We hold the honey under 40°C as a raw ingredient and lab-test it for safety and purity before it goes into the lozenge, the same care a careful buyer wants from any raw-honey jar. The product itself is a lozenge. A man over 30 takes three a day, dissolving each over three to four minutes, with steadier energy that most men notice building around day 10 to 14. The honey being raw rather than processed is what makes that base worth taking instead of merely sweet.
FAQ
Is raw honey better than processed honey?
For keeping what makes honey more than sugar, yes. Raw honey holds its pollen, natural enzymes, aroma, and floral taste, because it is never heated past hive warmth or fine-filtered. Processed honey is heated and filtered for a clear, shelf-stable jar, which removes much of that. We keep our raw Altai honey under 40°C as a lozenge ingredient for exactly that reason.
Why does raw honey cost more?
Because it yields less, keeps less conveniently, and cannot be mass-clarified into one identical product. Raw honey crystallises, varies between harvests, and looks less perfect than a heat-processed jar, and that is the honest signal you are paying for. It is also why our Altai honey has a harvest window of late June to mid-August rather than a year-round identical supply. A cheap, crystal-clear, never-setting honey is usually processed.
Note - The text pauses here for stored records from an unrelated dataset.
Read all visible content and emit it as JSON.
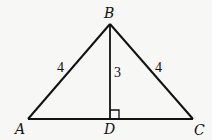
{
  "diagram": {
    "type": "geometry-triangle",
    "points": {
      "A": {
        "label": "A",
        "x": 28,
        "y": 119
      },
      "B": {
        "label": "B",
        "x": 110,
        "y": 24
      },
      "C": {
        "label": "C",
        "x": 193,
        "y": 119
      },
      "D": {
        "label": "D",
        "x": 110,
        "y": 119
      }
    },
    "segments": [
      {
        "from": "A",
        "to": "B",
        "length_label": "4"
      },
      {
        "from": "B",
        "to": "C",
        "length_label": "4"
      },
      {
        "from": "B",
        "to": "D",
        "length_label": "3"
      },
      {
        "from": "A",
        "to": "C",
        "length_label": ""
      }
    ],
    "right_angle_at": "D",
    "colors": {
      "stroke": "#111111",
      "background": "#f7f7f5"
    }
  }
}
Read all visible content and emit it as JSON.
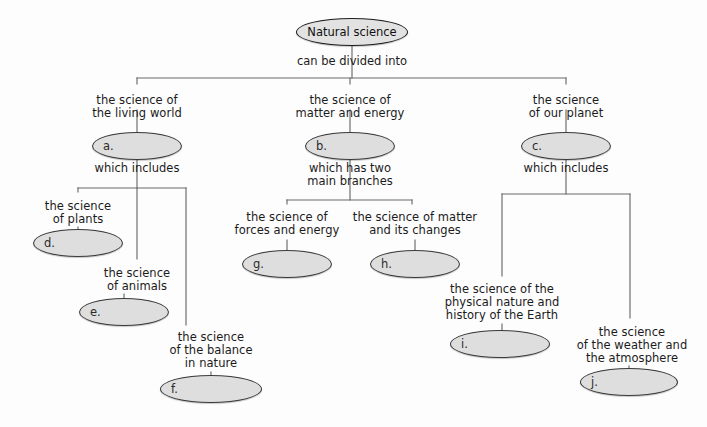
{
  "diagram": {
    "title": "Natural science",
    "type": "concept-map",
    "root": {
      "text": "Natural science",
      "cx": 352,
      "cy": 32,
      "rx": 55,
      "ry": 13
    },
    "connector_labels": [
      {
        "name": "root-connector",
        "text": "can be divided into",
        "x": 352,
        "y": 55
      },
      {
        "name": "living-world-connector",
        "text": "which includes",
        "x": 137,
        "y": 162
      },
      {
        "name": "matter-energy-connector",
        "text": "which has two\nmain branches",
        "x": 350,
        "y": 162
      },
      {
        "name": "our-planet-connector",
        "text": "which includes",
        "x": 566,
        "y": 162
      }
    ],
    "branch_labels": [
      {
        "name": "label-living-world",
        "text": "the science of\nthe living world",
        "x": 137,
        "y": 94
      },
      {
        "name": "label-matter-energy",
        "text": "the science of\nmatter and energy",
        "x": 350,
        "y": 94
      },
      {
        "name": "label-our-planet",
        "text": "the science\nof our planet",
        "x": 566,
        "y": 94
      },
      {
        "name": "label-plants",
        "text": "the science\nof plants",
        "x": 78,
        "y": 200
      },
      {
        "name": "label-animals",
        "text": "the science\nof animals",
        "x": 137,
        "y": 267
      },
      {
        "name": "label-balance",
        "text": "the science\nof the balance\nin nature",
        "x": 211,
        "y": 331
      },
      {
        "name": "label-forces-energy",
        "text": "the science of\nforces and energy",
        "x": 287,
        "y": 211
      },
      {
        "name": "label-matter-changes",
        "text": "the science of matter\nand its changes",
        "x": 415,
        "y": 211
      },
      {
        "name": "label-physical-earth",
        "text": "the science of the\nphysical nature and\nhistory of the Earth",
        "x": 502,
        "y": 283
      },
      {
        "name": "label-weather",
        "text": "the science\nof the weather and\nthe atmosphere",
        "x": 632,
        "y": 326
      }
    ],
    "answer_ellipses": [
      {
        "name": "ellipse-a",
        "key": "a.",
        "cx": 137,
        "cy": 146,
        "rx": 44,
        "ry": 13
      },
      {
        "name": "ellipse-b",
        "key": "b.",
        "cx": 350,
        "cy": 146,
        "rx": 44,
        "ry": 13
      },
      {
        "name": "ellipse-c",
        "key": "c.",
        "cx": 566,
        "cy": 146,
        "rx": 44,
        "ry": 13
      },
      {
        "name": "ellipse-d",
        "key": "d.",
        "cx": 78,
        "cy": 243,
        "rx": 44,
        "ry": 13
      },
      {
        "name": "ellipse-e",
        "key": "e.",
        "cx": 124,
        "cy": 312,
        "rx": 44,
        "ry": 13
      },
      {
        "name": "ellipse-f",
        "key": "f.",
        "cx": 211,
        "cy": 389,
        "rx": 50,
        "ry": 13
      },
      {
        "name": "ellipse-g",
        "key": "g.",
        "cx": 287,
        "cy": 264,
        "rx": 44,
        "ry": 13
      },
      {
        "name": "ellipse-h",
        "key": "h.",
        "cx": 415,
        "cy": 264,
        "rx": 44,
        "ry": 13
      },
      {
        "name": "ellipse-i",
        "key": "i.",
        "cx": 500,
        "cy": 344,
        "rx": 49,
        "ry": 13
      },
      {
        "name": "ellipse-j",
        "key": "j.",
        "cx": 629,
        "cy": 382,
        "rx": 48,
        "ry": 13
      }
    ],
    "wires": [
      {
        "name": "wire-root-stem",
        "d": "M352,45 L352,78"
      },
      {
        "name": "wire-root-distributor",
        "d": "M137,78 L566,78"
      },
      {
        "name": "wire-root-left-drop",
        "d": "M137,78 L137,84"
      },
      {
        "name": "wire-root-mid-drop",
        "d": "M350,78 L350,84"
      },
      {
        "name": "wire-root-right-drop",
        "d": "M566,78 L566,84"
      },
      {
        "name": "wire-living-to-a",
        "d": "M137,110 L137,135"
      },
      {
        "name": "wire-matter-to-b",
        "d": "M350,110 L350,135"
      },
      {
        "name": "wire-planet-to-c",
        "d": "M566,110 L566,135"
      },
      {
        "name": "wire-a-down",
        "d": "M137,157 L137,188"
      },
      {
        "name": "wire-a-distributor",
        "d": "M78,188 L186,188"
      },
      {
        "name": "wire-a-left-drop",
        "d": "M78,188 L78,192"
      },
      {
        "name": "wire-a-mid-drop",
        "d": "M137,188 L137,259"
      },
      {
        "name": "wire-a-right-drop",
        "d": "M186,188 L186,325"
      },
      {
        "name": "wire-plants-to-d",
        "d": "M78,227 L78,233"
      },
      {
        "name": "wire-animals-to-e",
        "d": "M124,294 L124,301"
      },
      {
        "name": "wire-balance-to-f",
        "d": "M211,372 L211,378"
      },
      {
        "name": "wire-b-down",
        "d": "M350,157 L350,200"
      },
      {
        "name": "wire-b-distributor",
        "d": "M287,200 L412,200"
      },
      {
        "name": "wire-b-left-drop",
        "d": "M287,200 L287,204"
      },
      {
        "name": "wire-b-right-drop",
        "d": "M412,200 L412,204"
      },
      {
        "name": "wire-forces-to-g",
        "d": "M287,240 L287,253"
      },
      {
        "name": "wire-matter-to-h",
        "d": "M415,240 L415,253"
      },
      {
        "name": "wire-c-down",
        "d": "M566,157 L566,194"
      },
      {
        "name": "wire-c-distributor",
        "d": "M502,194 L630,194"
      },
      {
        "name": "wire-c-left-drop",
        "d": "M502,194 L502,276"
      },
      {
        "name": "wire-c-right-drop",
        "d": "M630,194 L630,318"
      },
      {
        "name": "wire-earth-to-i",
        "d": "M502,324 L502,333"
      },
      {
        "name": "wire-weather-to-j",
        "d": "M629,366 L629,371"
      }
    ],
    "colors": {
      "background": "#fdfdfd",
      "wire": "#6a6a6a",
      "ellipse_fill": "#dedede",
      "ellipse_stroke": "#3a3a3a",
      "text": "#1b1b1b"
    }
  }
}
Is cloudy or crystallised honey a sign it is raw?
Often, yes. Cloudiness comes from pollen and fine particles that fine filtering would have removed, and crystallising is the natural sugars settling in honey that was never heated flat. Our raw Altai honey arrives hazy and turns grainy over time, shifting a little each harvest near Lake Teletskoye; that is raw honey behaving normally, not spoilage.
Does “100% pure” on the label mean raw?
No. “Pure” only means nothing was added; it can still be heated and fine-filtered, which makes it processed. “Raw” should mean unheated and unfiltered, but the word is not tightly policed, so a clear, heat-treated jar can still carry it. We don’t stop at calling our honey raw, we COA-test each Altai delivery and hold it under 40°C. Judge a jar by clarity, crystallising, taste, and price together, not by the front label.
Do you sell raw honey, or honey lozenges?
Lozenges. We do not sell jars of honey. We use raw Altai honey as roughly 90% of each lozenge, held under 40°C and lab-tested, with 5% Leuzea and 5% Red Root added as the active herbs. The honey being raw rather than processed is why we start with it, but the product you take is a lozenge, three a day.
The honey is the base, and we kept it raw
If whether the honey is raw or processed matters to you, that question is the one we answered first about ours. The base of each lozenge is about 90% raw Altai honey, held under 40°C and COA-tested for safety and purity, carrying 5% Leuzea and 5% Red Root as the active herbs. Three lozenges a day, dissolved over three to four minutes, is the serving; a first course is about nine packs (from €104, roughly €2.89 a day, less than a Dubai espresso) over four to six weeks, with steadier energy most men over 30 notice by day 10 to 14.
We do not sell the honey by the jar, so the trust question with us is about the lozenge that arrives, not a shelf product. If your order comes damaged or wrong, send a photo within 7 days and we replace or refund it. If you are still deciding whether you trust any honey at all, the home checks in how to tell real honey from fake are where to start, and what’s inside the lozenges lists all five ingredients plainly. One note on fit: the lozenges are for men over 30, not for anyone under 18, and if you take blood-pressure, thyroid, or hormone medication, or have a beekeeping-product allergy, check with a doctor first.